The Times Co. has declined to comment in recent months on whether it would sell the Globe.

According to the Globe, the Sulzberger family, which controls the Times Co., has indicated to potential bidders that they would prefer a buyer that wants to operate the Globe as a journalism outlet, but they will face pressure from shareholders to obtain the best possible price.

Sources involved in the bidding told the Globe that some possible bidders might be looking to acquire the Globe for its real estate assets or might want to split the company into parts: real estate, newspaper, and online site.

Some of the potential bidders are reportedly interested in buying the Times Co.’s 17.5 percent stake in the Red Sox, which the company purchased in 2002 for $75 million.

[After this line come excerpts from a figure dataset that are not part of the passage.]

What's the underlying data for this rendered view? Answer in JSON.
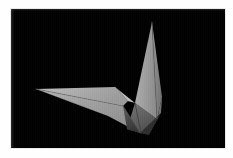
{
  "viewer": {
    "name": "3d-render-viewer",
    "background_color": "#ffffff",
    "canvas_color": "#000000",
    "canvas_left": 11,
    "canvas_top": 9,
    "canvas_width": 214,
    "canvas_height": 139,
    "watermark_text": "",
    "alt_text": "Low-poly folded paper origami bird rendered in grayscale on a black background"
  },
  "render": {
    "title": "Origami crane render",
    "subject": "folded-paper-polygon-model",
    "shading": "flat-faceted-grayscale",
    "light_direction": "upper-left",
    "colors": {
      "background": "#000000",
      "highlight": "#c9c9c9",
      "light": "#b3b3b3",
      "mid_light": "#9e9e9e",
      "mid": "#8a8a8a",
      "mid_dark": "#6f6f6f",
      "dark": "#545454",
      "deep": "#3a3a3a",
      "crease": "#2b2b2b"
    },
    "facets": [
      {
        "name": "head-spike-front",
        "tone_key": "mid_light",
        "fill": "#9b9b9b",
        "points": "141,13 146,110 124,94"
      },
      {
        "name": "head-spike-right",
        "tone_key": "mid",
        "fill": "#8b8b8b",
        "points": "141,13 151,88 146,110"
      },
      {
        "name": "neck-lower-right",
        "tone_key": "mid_dark",
        "fill": "#787878",
        "points": "146,110 151,88 150,104 130,124"
      },
      {
        "name": "body-right-panel",
        "tone_key": "dark",
        "fill": "#606060",
        "points": "124,94 146,110 130,124 116,120"
      },
      {
        "name": "wing-upper-sweep",
        "tone_key": "light",
        "fill": "#b0b0b0",
        "points": "25,80 104,78 117,92 112,97"
      },
      {
        "name": "wing-main",
        "tone_key": "mid_light",
        "fill": "#9d9d9d",
        "points": "25,80 112,97 129,124 97,107"
      },
      {
        "name": "wing-underside",
        "tone_key": "mid_dark",
        "fill": "#7b7b7b",
        "points": "25,80 97,107 66,95"
      },
      {
        "name": "notch-fold-panel",
        "tone_key": "highlight",
        "fill": "#bdbdbd",
        "points": "104,78 124,94 117,92"
      },
      {
        "name": "body-keel",
        "tone_key": "deep",
        "fill": "#4a4a4a",
        "points": "112,97 129,124 116,120"
      },
      {
        "name": "tail-shadow-wedge",
        "tone_key": "crease",
        "fill": "#2f2f2f",
        "points": "129,124 150,104 138,126"
      }
    ],
    "creases": [
      {
        "name": "crease-neck-center",
        "from": "141,13",
        "to": "146,110",
        "color": "#5a5a5a",
        "width": 0.6
      },
      {
        "name": "crease-body-fold",
        "from": "124,94",
        "to": "130,124",
        "color": "#3d3d3d",
        "width": 0.8
      },
      {
        "name": "crease-wing-spine",
        "from": "25,80",
        "to": "112,97",
        "color": "#6e6e6e",
        "width": 0.6
      },
      {
        "name": "crease-notch",
        "from": "104,78",
        "to": "117,92",
        "color": "#8f8f8f",
        "width": 0.6
      },
      {
        "name": "crease-keel",
        "from": "112,97",
        "to": "129,124",
        "color": "#4a4a4a",
        "width": 0.7
      }
    ]
  }
}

Baseball investors told the Globe that the stake could be worth about double that now.

The Globe reported that an investment in the Red Sox would have to be valued separately from the Globe and would have to be approved by Major League Baseball.

The sale of the Red Sox stake could also be heavily influenced by team owner John Henry, the Globe reported.
Henry himself has been reported to be a potential bidder on the Globe, but the Globe reported that Henry said on Twitter in June: “I’m not buying a newspaper.”

Executives from the Times Co. and the Globe declined to comment to the Globe.

“It’s our longstanding policy not to comment on rumors concerning potential acquisitions and divestitures,” Catherine Mathis, Times Co. spokeswoman, told the Globe.

Tom Fiedler, former executive editor of the Miami Herald and dean of Boston University’s College of Communication, told the Globe: “The Boston Globe franchise — the brand of Boston Globe journalism — is extremely valuable.

“Right now, it just has to find the business model to sustain it,” Fiedler said.

 

This report was written from published reports by Jennifer Skala, a graduate student at the Northeastern University School of Journalism and a news staff coordinator for the Bulletin.